Church Publishes YouTube Series on Overcoming Pornography

Contributed By Alexa Reimschussel, Church News staff writer

  • 9 July 2019

President Dallin H. Oaks, First Counselor in the First Presidency, speaks about overcoming pornography in a video published to YouTube by The Church of Jesus Christ of Latter-day Saints on June 24, 2019.

Article Highlights

  • Talking about the problem is one of the first steps in pornography recovery.
  • One video focuses on helping a spouse that is addicted to pornography.
  • Responding to someone admitting to an addiction with calmness and love can make a difference.

“The ability to help or to correct follows on the relationship established by unconditional love.” —President Dallin H. Oaks

The Church of Jesus Christ of Latter-day Saints has published a series of dozens of YouTube videos addressing concerns about pornography—specifically, three main topics of personal pornography recovery, pornography use by a spouse, and parenting a child using pornography.

“You have to let someone else know. You have to lose the anonymity,” said Bernie Anderson, a pastor, public speaker, and author, in the video “Opening Up about a Pornography Problem.” This three-minute video discusses opening up is the first step in personal pornography recovery.

In the same video, a man named David describes how confiding in trusted people about pornography use can be a good thing. Lies and secrecy keep a person in prison without a way out, said Cody, another video participant. But, he says, “there is a way out. That way out is through speaking the truth.”

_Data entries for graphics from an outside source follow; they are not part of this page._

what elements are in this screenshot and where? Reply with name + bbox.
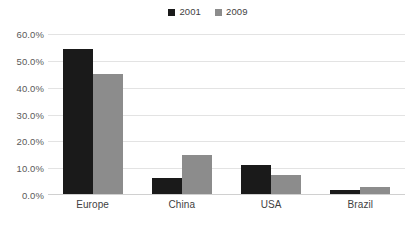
x-axis-tick-label-brazil: Brazil [316,199,405,219]
bar-group-europe [48,34,137,195]
x-axis-tick-label-china: China [137,199,226,219]
legend-label-2001: 2001 [179,7,201,17]
bar-europe-2001[interactable] [63,49,93,195]
bar-group-brazil [316,34,405,195]
x-axis-line [48,194,405,195]
y-axis-tick-label: 20.0% [17,136,44,147]
plot-area [48,34,405,195]
y-axis-labels: 60.0%50.0%40.0%30.0%20.0%10.0%0.0% [0,34,44,195]
legend-item-2001[interactable]: 2001 [168,7,201,17]
legend-item-2009[interactable]: 2009 [215,7,248,17]
legend-label-2009: 2009 [226,7,248,17]
y-axis-tick-label: 40.0% [17,82,44,93]
y-axis-tick-label: 60.0% [17,29,44,40]
bar-group-usa [227,34,316,195]
bar-china-2001[interactable] [152,178,182,195]
y-axis-tick-label: 10.0% [17,163,44,174]
bar-europe-2009[interactable] [93,74,123,195]
bar-group-china [137,34,226,195]
bar-groups [48,34,405,195]
y-axis-tick-label: 50.0% [17,55,44,66]
x-axis-labels: EuropeChinaUSABrazil [48,199,405,219]
x-axis-tick-label-usa: USA [227,199,316,219]
chart-legend: 2001 2009 [0,4,416,20]
y-axis-tick-label: 30.0% [17,109,44,120]
bar-chart: 2001 2009 60.0%50.0%40.0%30.0%20.0%10.0%… [0,0,416,226]
bar-usa-2009[interactable] [271,175,301,195]
x-axis-tick-label-europe: Europe [48,199,137,219]
y-axis-tick-label: 0.0% [22,190,44,201]
legend-swatch-2001 [168,9,175,16]
bar-china-2009[interactable] [182,155,212,195]
legend-swatch-2009 [215,9,222,16]
bar-usa-2001[interactable] [241,165,271,195]
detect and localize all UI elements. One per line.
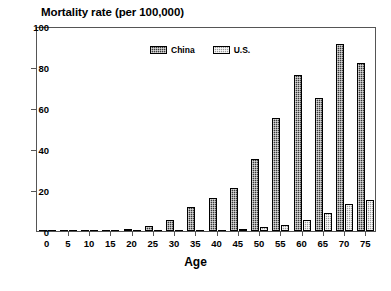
bar-us-age-75 — [366, 200, 374, 231]
bar-group — [187, 28, 205, 231]
x-axis-tick-mark — [344, 232, 345, 236]
bar-china-age-20 — [124, 229, 132, 231]
x-axis-tick-label: 0 — [36, 238, 58, 249]
x-axis-tick-mark — [47, 232, 48, 236]
x-axis-tick-mark — [110, 232, 111, 236]
bar-group — [209, 28, 227, 231]
chart-title: Mortality rate (per 100,000) — [41, 6, 184, 18]
bar-china-age-50 — [251, 159, 259, 231]
y-axis-tick-mark — [31, 68, 36, 69]
bar-us-age-50 — [260, 227, 268, 231]
bar-china-age-25 — [145, 226, 153, 231]
bar-group — [39, 28, 57, 231]
x-axis-tick-mark — [238, 232, 239, 236]
x-axis-tick-mark — [132, 232, 133, 236]
bar-us-age-15 — [111, 230, 119, 231]
bar-group — [336, 28, 354, 231]
x-axis-tick-mark — [259, 232, 260, 236]
x-axis-tick-label: 20 — [121, 238, 143, 249]
bar-china-age-55 — [272, 118, 280, 231]
x-axis-tick-label: 30 — [163, 238, 185, 249]
x-axis-tick-label: 70 — [333, 238, 355, 249]
bar-us-age-35 — [196, 230, 204, 231]
x-axis-tick-label: 35 — [184, 238, 206, 249]
bar-china-age-40 — [209, 198, 217, 231]
x-axis-tick-label: 65 — [312, 238, 334, 249]
x-axis-tick-mark — [217, 232, 218, 236]
bar-group — [251, 28, 269, 231]
x-axis-tick-mark — [365, 232, 366, 236]
legend-swatch-us — [213, 46, 230, 54]
bar-group — [60, 28, 78, 231]
bar-china-age-70 — [336, 44, 344, 231]
bar-group — [81, 28, 99, 231]
bar-us-age-40 — [218, 230, 226, 231]
bar-china-age-45 — [230, 188, 238, 231]
y-axis-tick-label: 0 — [21, 227, 49, 238]
x-axis-tick-label: 5 — [57, 238, 79, 249]
x-axis-tick-mark — [280, 232, 281, 236]
bar-china-age-30 — [166, 220, 174, 231]
bar-group — [166, 28, 184, 231]
bar-us-age-20 — [133, 230, 141, 231]
bars-layer — [37, 28, 375, 231]
bar-group — [102, 28, 120, 231]
bar-group — [124, 28, 142, 231]
bar-us-age-60 — [303, 220, 311, 231]
legend-label-us: U.S. — [234, 45, 251, 55]
bar-china-age-35 — [187, 207, 195, 231]
chart-legend: ChinaU.S. — [150, 45, 250, 55]
y-axis-tick-mark — [31, 109, 36, 110]
y-axis-tick-mark — [31, 150, 36, 151]
bar-us-age-5 — [69, 230, 77, 231]
bar-us-age-45 — [239, 229, 247, 231]
x-axis-tick-mark — [195, 232, 196, 236]
mortality-rate-bar-chart: Mortality rate (per 100,000) ChinaU.S. A… — [0, 0, 391, 291]
legend-label-china: China — [171, 45, 195, 55]
x-axis-tick-label: 45 — [227, 238, 249, 249]
bar-china-age-75 — [357, 63, 365, 231]
bar-group — [272, 28, 290, 231]
bar-china-age-15 — [102, 230, 110, 231]
legend-entry-us[interactable]: U.S. — [213, 45, 251, 55]
bar-us-age-55 — [281, 225, 289, 231]
x-axis-tick-label: 40 — [206, 238, 228, 249]
x-axis-tick-label: 75 — [354, 238, 376, 249]
x-axis-tick-mark — [153, 232, 154, 236]
bar-group — [357, 28, 375, 231]
x-axis-tick-label: 10 — [78, 238, 100, 249]
x-axis-tick-label: 60 — [291, 238, 313, 249]
legend-swatch-china — [150, 46, 167, 54]
bar-us-age-30 — [175, 230, 183, 231]
x-axis-tick-mark — [302, 232, 303, 236]
x-axis-tick-label: 15 — [99, 238, 121, 249]
legend-entry-china[interactable]: China — [150, 45, 195, 55]
bar-china-age-65 — [315, 98, 323, 231]
bar-us-age-70 — [345, 204, 353, 231]
bar-china-age-5 — [60, 230, 68, 231]
bar-group — [315, 28, 333, 231]
y-axis-tick-mark — [31, 191, 36, 192]
bar-china-age-60 — [294, 75, 302, 231]
x-axis-tick-label: 25 — [142, 238, 164, 249]
x-axis-tick-mark — [68, 232, 69, 236]
y-axis-tick-label: 100 — [21, 22, 49, 33]
bar-group — [294, 28, 312, 231]
plot-area — [36, 27, 376, 232]
bar-china-age-10 — [81, 230, 89, 231]
bar-us-age-25 — [154, 230, 162, 231]
bar-us-age-65 — [324, 213, 332, 231]
bar-group — [145, 28, 163, 231]
bar-us-age-10 — [90, 230, 98, 231]
x-axis-tick-label: 50 — [248, 238, 270, 249]
x-axis-tick-mark — [174, 232, 175, 236]
x-axis-tick-mark — [323, 232, 324, 236]
bar-group — [230, 28, 248, 231]
x-axis-tick-label: 55 — [269, 238, 291, 249]
x-axis-title: Age — [0, 255, 391, 269]
x-axis-tick-mark — [89, 232, 90, 236]
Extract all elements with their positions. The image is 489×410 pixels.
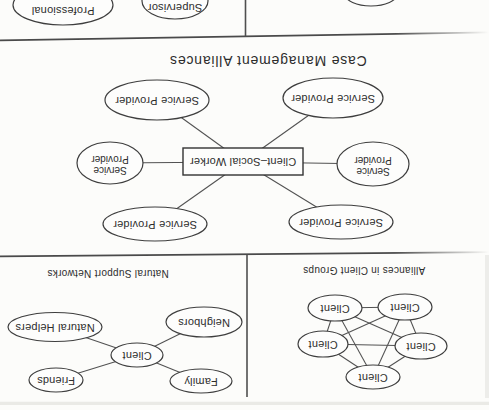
partial-node bbox=[345, 0, 397, 6]
service-provider-label: Service Provider bbox=[291, 93, 375, 105]
client-node-label: Client bbox=[390, 302, 419, 314]
panel-natural-support: Client Family Friends Neighbors Natural … bbox=[8, 268, 242, 394]
service-provider-label-line1: Service bbox=[93, 165, 127, 176]
panel-case-management: Client–Social Worker Service Provider Se… bbox=[77, 53, 409, 242]
service-provider-label-line2: Provider bbox=[91, 154, 129, 165]
service-provider-label: Service Provider bbox=[299, 217, 383, 229]
scanned-figure-page: Client Client Client Client Client Allia… bbox=[0, 0, 489, 410]
service-provider-label: Service Provider bbox=[115, 95, 199, 107]
service-provider-label-line1: Service bbox=[356, 166, 390, 177]
client-node-label: Client bbox=[406, 341, 435, 353]
diagram-svg: Client Client Client Client Client Allia… bbox=[0, 0, 489, 410]
service-provider-label: Service Provider bbox=[113, 219, 197, 231]
service-provider-label-line2: Provider bbox=[354, 155, 392, 166]
professional-label: Professional bbox=[32, 5, 95, 17]
natural-support-title: Natural Support Networks bbox=[47, 268, 169, 279]
panel-client-groups: Client Client Client Client Client Allia… bbox=[298, 265, 447, 390]
case-management-title: Case Management Alliances bbox=[169, 53, 366, 69]
panel-adjacent-partial: Supervisor Professional bbox=[13, 0, 397, 25]
client-node-label: Client bbox=[358, 372, 387, 384]
family-label: Family bbox=[184, 376, 218, 388]
client-node-label: Client bbox=[320, 303, 349, 315]
natural-helpers-label: Natural Helpers bbox=[15, 322, 95, 334]
client-social-worker-label: Client–Social Worker bbox=[190, 156, 297, 168]
divider-horizontal-upper bbox=[0, 252, 489, 256]
friends-label: Friends bbox=[37, 375, 75, 387]
neighbors-label: Neighbors bbox=[178, 317, 230, 329]
scan-edge-band bbox=[485, 255, 489, 398]
divider-horizontal-lower bbox=[0, 32, 489, 40]
scan-shadow-band bbox=[0, 402, 489, 405]
client-node-label: Client bbox=[308, 339, 337, 351]
supervisor-label: Supervisor bbox=[148, 2, 203, 14]
client-center-label: Client bbox=[122, 350, 151, 362]
client-groups-title: Alliances in Client Groups bbox=[303, 265, 425, 276]
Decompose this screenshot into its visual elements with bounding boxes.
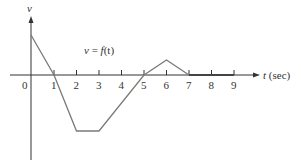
tick-label: 4 bbox=[119, 79, 125, 91]
tick-label: 7 bbox=[186, 79, 192, 91]
tick-label: 5 bbox=[141, 79, 147, 91]
tick-label: 0 bbox=[22, 79, 28, 91]
t-tick-labels: 0 1 2 3 4 5 6 7 8 9 bbox=[22, 79, 237, 91]
v-axis-arrow-icon bbox=[29, 16, 34, 23]
tick-label: 3 bbox=[96, 79, 102, 91]
tick-label: 9 bbox=[231, 79, 237, 91]
function-label: v = f(t) bbox=[84, 44, 114, 57]
t-axis-arrow-icon bbox=[253, 73, 260, 78]
tick-label: 6 bbox=[164, 79, 170, 91]
tick-label: 2 bbox=[74, 79, 80, 91]
v-axis-label: v bbox=[27, 2, 32, 14]
chart-svg: v t (sec) 0 1 2 3 4 5 6 7 8 9 v = f(t) bbox=[0, 0, 301, 161]
tick-label: 8 bbox=[209, 79, 215, 91]
t-axis-label: t (sec) bbox=[263, 69, 291, 82]
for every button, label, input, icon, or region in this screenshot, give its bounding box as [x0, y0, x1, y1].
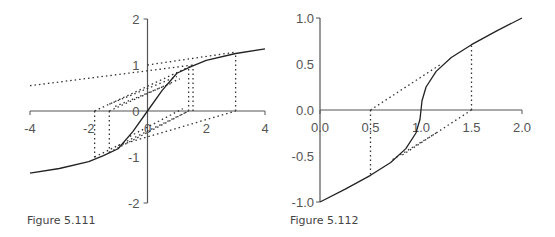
x-tick-label: -4 — [24, 121, 36, 136]
caption-figure-5-112: Figure 5.112 — [290, 214, 359, 227]
figure-canvas: -4-2024-2-1012 0.00.51.01.52.0-1.0-0.50.… — [0, 0, 555, 237]
x-tick-label: 2 — [203, 121, 210, 136]
y-tick-label: -2 — [128, 196, 140, 211]
y-tick-label: -1.0 — [292, 195, 314, 210]
chart-figure-5-111: -4-2024-2-1012 — [24, 12, 268, 211]
chart-figure-5-112: 0.00.51.01.52.0-1.0-0.50.00.51.0 — [292, 11, 531, 210]
x-tick-label: 1.0 — [412, 120, 430, 135]
dotted-construction-line — [371, 64, 442, 110]
x-tick-label: 0 — [144, 121, 151, 136]
x-tick-label: 0.0 — [311, 120, 329, 135]
y-tick-label: 0.5 — [296, 57, 314, 72]
x-tick-label: 1.5 — [462, 120, 480, 135]
dotted-construction-line — [148, 52, 236, 65]
x-tick-label: 4 — [261, 121, 268, 136]
y-tick-label: 0.0 — [296, 103, 314, 118]
y-tick-label: 0 — [132, 104, 139, 119]
y-tick-label: -0.5 — [292, 149, 314, 164]
x-tick-label: -2 — [83, 121, 95, 136]
y-tick-label: 2 — [132, 12, 139, 27]
caption-figure-5-111: Figure 5.111 — [27, 214, 96, 227]
y-tick-label: -1 — [128, 150, 140, 165]
x-tick-label: 2.0 — [513, 120, 531, 135]
y-tick-label: 1 — [132, 58, 139, 73]
y-tick-label: 1.0 — [296, 11, 314, 26]
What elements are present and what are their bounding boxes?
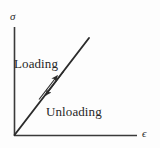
- unloading-arrow-icon: [46, 72, 64, 96]
- loading-arrow-icon: [39, 76, 58, 100]
- loading-annotation-label: Loading: [14, 57, 58, 70]
- x-axis-label-epsilon: ϵ: [142, 128, 146, 139]
- y-axis-label-sigma: σ: [10, 11, 15, 22]
- stress-strain-figure: σ ϵ Loading Unloading: [0, 0, 160, 148]
- unloading-annotation-label: Unloading: [46, 105, 102, 118]
- figure-canvas: [0, 0, 160, 148]
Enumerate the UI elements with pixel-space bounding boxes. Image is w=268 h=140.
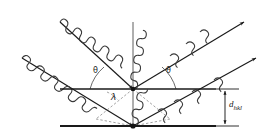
incident-ray-upper [60,19,133,89]
reflected-ray-upper-line [133,22,244,89]
reflected-wave-lower-b [158,78,223,123]
reflected-ray-upper [131,22,244,89]
reflected-wave-upper-b [170,30,209,68]
incident-ray-lower-line [22,58,133,126]
incident-ray-lower [22,56,133,126]
diagram-canvas [0,0,268,140]
theta-label-left: θ [93,67,98,75]
theta-label-right: θ [166,67,171,75]
d-spacing-label: dhkl [229,100,242,112]
reflected-ray-lower [132,58,256,126]
lambda-label: λ [111,93,116,102]
reflected-ray-lower-line [133,58,256,126]
reflected-wave-lower [132,90,148,127]
incident-ray-upper-line [60,22,133,89]
bragg-diffraction-figure: θ θ λ dhkl [0,0,268,140]
incident-wave-lower [22,56,97,112]
incident-wave-upper [60,19,123,68]
scatter-point-lower [130,123,135,128]
scatter-point-upper [131,87,136,92]
d-spacing-subscript: hkl [234,104,243,112]
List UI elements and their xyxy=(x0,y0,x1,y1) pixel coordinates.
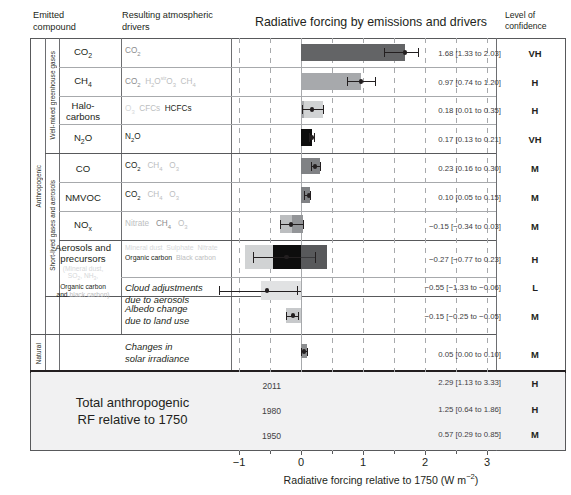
confidence-halocarbons: H xyxy=(505,97,565,124)
total-title-line1: Total anthropogenic xyxy=(76,395,189,410)
axis-label-0: 0 xyxy=(286,456,316,468)
drivers-aerosols-line1: Mineral dust Sulphate Nitrate xyxy=(125,243,230,253)
errorbar-aerosols-right xyxy=(301,257,316,258)
confidence-nox: M xyxy=(505,212,565,240)
confidence-total-1950: M xyxy=(505,423,565,446)
value-nmvoc: 0.10 [0.05 to 0.15] xyxy=(396,183,501,211)
errorbar-cap-high-albedo xyxy=(298,312,299,320)
value-co: 0.23 [0.16 to 0.30] xyxy=(396,154,501,182)
value-aerosols: −0.27 [−0.77 to 0.23] xyxy=(396,241,501,277)
column-header-emitted-compound: Emitted compound xyxy=(33,10,121,36)
drivers-solar-line2: solar irradiance xyxy=(125,353,230,365)
drivers-aerosols: Mineral dust Sulphate Nitrate Organic ca… xyxy=(122,243,230,276)
value-co2: 1.68 [1.33 to 2.03] xyxy=(396,39,501,67)
emitted-aerosols-sub2: SO2, NH3, xyxy=(46,272,120,283)
confidence-nmvoc: M xyxy=(505,183,565,211)
value-halocarbons: 0.18 [0.01 to 0.35] xyxy=(396,97,501,124)
axis-label--1: −1 xyxy=(224,456,254,468)
errorbar-cap-high-co xyxy=(320,162,321,171)
axis-tick-2.0 xyxy=(425,451,426,455)
header-drivers-line2: drivers xyxy=(122,22,232,34)
marker-cloud xyxy=(265,288,269,292)
column-header-atmospheric-drivers: Resulting atmospheric drivers xyxy=(122,10,232,36)
header-confidence-line1: Level of xyxy=(505,10,567,21)
value-n2o: 0.17 [0.13 to 0.21] xyxy=(396,125,501,153)
confidence-total-1980: H xyxy=(505,398,565,421)
errorbar-cap-low-co2 xyxy=(384,48,385,57)
marker-solar xyxy=(302,349,306,353)
axis-tick-1.0 xyxy=(363,451,364,455)
axis-tick-0.5 xyxy=(332,451,333,454)
emitted-ch4: CH4 xyxy=(46,68,120,96)
total-year-1950: 1950 xyxy=(235,426,281,446)
chart-title: Radiative forcing by emissions and drive… xyxy=(232,13,510,31)
axis-tick-0 xyxy=(301,451,302,455)
drivers-nmvoc: CO2 CH4 O3 xyxy=(122,183,230,211)
axis-label-2: 2 xyxy=(410,456,440,468)
total-anthropogenic-title: Total anthropogenic RF relative to 1750 xyxy=(40,378,225,444)
errorbar-cloud xyxy=(219,291,302,292)
errorbar-cap-low-ch4 xyxy=(347,77,348,86)
drivers-albedo-line1: Albedo change xyxy=(125,303,230,315)
errorbar-cap-high-aerosols xyxy=(315,252,316,263)
marker-nmvoc xyxy=(307,193,311,197)
total-year-2011: 2011 xyxy=(235,376,281,396)
confidence-total-2011: H xyxy=(505,371,565,395)
drivers-cloud-adjustments: Cloud adjustments due to aerosols xyxy=(122,282,230,305)
errorbar-cap-low-albedo xyxy=(286,312,287,320)
drivers-nox: Nitrate CH4 O3 xyxy=(122,212,230,240)
marker-ch4 xyxy=(359,79,363,83)
errorbar-cap-high-solar xyxy=(307,348,308,356)
errorbar-cap-low-nox xyxy=(280,220,281,229)
value-ch4: 0.97 [0.74 to 1.20] xyxy=(396,68,501,96)
errorbar-cap-low-aerosols xyxy=(253,252,254,263)
confidence-co: M xyxy=(505,154,565,182)
confidence-solar: M xyxy=(505,338,565,370)
errorbar-cap-low-co xyxy=(311,162,312,171)
axis-tick-1.5 xyxy=(394,451,395,454)
errorbar-cap-high-cloud xyxy=(297,286,298,295)
value-cloud: −0.55 [−1.33 to −0.06] xyxy=(396,278,501,296)
emitted-aerosols-sub3: Organic carbon xyxy=(46,283,120,291)
header-emitted-line2: compound xyxy=(33,22,121,34)
confidence-n2o: VH xyxy=(505,125,565,153)
drivers-co: CO2 CH4 O3 xyxy=(122,154,230,182)
axis-tick-3.0 xyxy=(487,451,488,455)
axis-tick--1.0 xyxy=(239,451,240,455)
emitted-aerosols-and-precursors: Aerosols and precursors (Mineral dust, S… xyxy=(46,242,120,295)
header-confidence-line2: confidence xyxy=(505,21,567,32)
value-total-1980: 1.25 [0.64 to 1.86] xyxy=(396,398,501,421)
drivers-albedo-line2: due to land use xyxy=(125,315,230,327)
drivers-solar-line1: Changes in xyxy=(125,341,230,353)
emitted-co: CO xyxy=(46,154,120,182)
total-title-line2: RF relative to 1750 xyxy=(78,412,188,427)
axis-tick-2.5 xyxy=(456,451,457,454)
column-header-level-of-confidence: Level of confidence xyxy=(505,10,567,36)
value-nox: −0.15 [−0.34 to 0.03] xyxy=(396,212,501,240)
emitted-co2: CO2 xyxy=(46,39,120,67)
group-label-natural: Natural xyxy=(31,335,45,372)
confidence-albedo: M xyxy=(505,300,565,333)
errorbar-cap-high-ch4 xyxy=(375,77,376,86)
emitted-aerosols-line1: Aerosols and xyxy=(46,242,120,253)
emitted-aerosols-sub4: and black carbon) xyxy=(46,291,120,299)
radiative-forcing-figure: Emitted compound Resulting atmospheric d… xyxy=(0,0,571,495)
marker-halocarbons xyxy=(310,107,314,111)
value-total-2011: 2.29 [1.13 to 3.33] xyxy=(396,371,501,393)
errorbar-cap-low-cloud xyxy=(219,286,220,295)
emitted-n2o: N2O xyxy=(46,125,120,153)
emitted-nox: NOx xyxy=(46,212,120,240)
axis-title-x: Radiative forcing relative to 1750 (W m−… xyxy=(231,472,531,486)
value-solar: 0.05 [0.00 to 0.10] xyxy=(396,338,501,370)
marker-aerosols xyxy=(284,255,288,259)
confidence-co2: VH xyxy=(505,39,565,67)
errorbar-cap-low-halocarbons xyxy=(302,105,303,114)
total-year-1980: 1980 xyxy=(235,401,281,421)
emitted-nmvoc: NMVOC xyxy=(46,183,120,211)
axis-label-3: 3 xyxy=(472,456,502,468)
drivers-co2: CO2 xyxy=(122,39,230,67)
confidence-ch4: H xyxy=(505,68,565,96)
group-label-anthropogenic: Anthropogenic xyxy=(31,38,45,334)
confidence-aerosols: H xyxy=(505,241,565,277)
errorbar-aerosols xyxy=(253,257,301,258)
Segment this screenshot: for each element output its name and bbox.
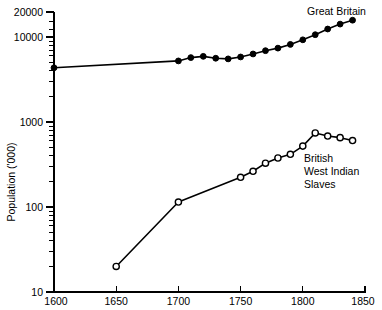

Amy, a woman featured in the video, said, “There’s freedom in just being honest.”

Daniel Weiss, a non-profit recovery support ministry president, said if people are struggling to overcome a porn habit or addiction alone, “that misses the joy and the beauty of healing because we’re made to be communal people.”

The videos for the spouses of those using pornography focus on reclaiming personal self-worth and supporting a struggling spouse in healthy ways. The video “Am I to Blame for My Spouse’s Pornography Problem?” features women who have felt they are to blame for their spouse’s habit or addiction.

After feeling like she should’ve been enough for her husband to stop viewing pornography, Kaysha said, “I think the biggest growing part in it is knowing that it isn’t me. I could never fix him.”

Some of the women featured said that they found solace in finding self-worth through the Savior and that there is hope.

“We women spend so much time not knowing that we’re enough,” a woman named Nicole says in the video. “You’re enough. You’re absolutely enough.”

In the video “How Do I Respond When My Child Has Viewed Pornography?” President Dallin H. Oaks, First Counselor in the First Presidency, said that when children are doing things parents don’t approve of “we seem to withdraw or withhold love—and yet love is the first commandment in a family relationship.”

But, he added, “the ability to help or to correct follows on the relationship established by unconditional love.”

Church leaders stressed how the first reaction people have is to hide when they are struggling with pornography. The right reaction—a calm reaction—can truly make all the difference.

Sister Sharon Eubank, First Counselor in the Relief Society General Presidency, focused on the power of the Savior, which parents and children can utilize to be able to overcome the grip of pornography.

“We all make mistakes. Jesus knows that. He paid with His blood so that we can recover from our mistakes,” she said. “All we have to do is to turn to Him, and He’ll lend us power so that we can recover and try again.”